I also like it as an early reminder that we need more gardens of every type – everywhere – there’s just no question about it anymore. Inside buildings, on top of them, on our porches, in the windows of our rooms. (Pretty-much everyplace where we don’t put a solar-panel). And while I’m at it – food is just as pretty as flowers! (more exciting, too).

It is looking increasingly likely that we are going to be micro-gardening a fair proportion of our own vittles at some point. Probably worth working on these skills and greening up our thumbs a ways, while we have the leisure to laugh when we make huge mistakes.
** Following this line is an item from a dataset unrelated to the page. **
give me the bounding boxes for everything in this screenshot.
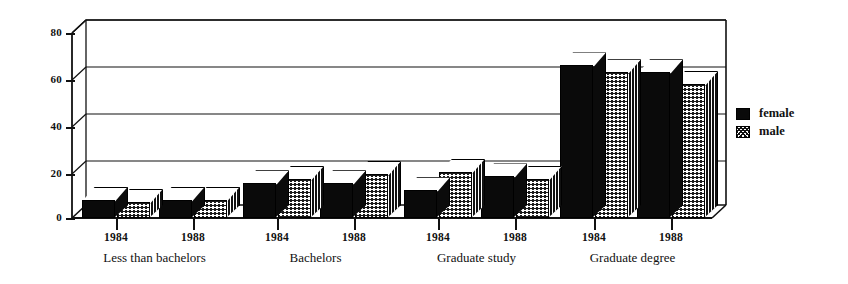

Would mean more sweet oxygen at very least – and more daily contact with the natural world – very good stuff for us city-folk, hunkered down in all this brutalist concrete!

Still waiting for our signature “Raffles” in a literary sense, really – sigh. Perhaps Gehry will finally be induced to give his birth-city a fantastical central masterpiece, to knock the Sheraton off its perch. Pretty-please?   For a bar like that, I might even start drinking!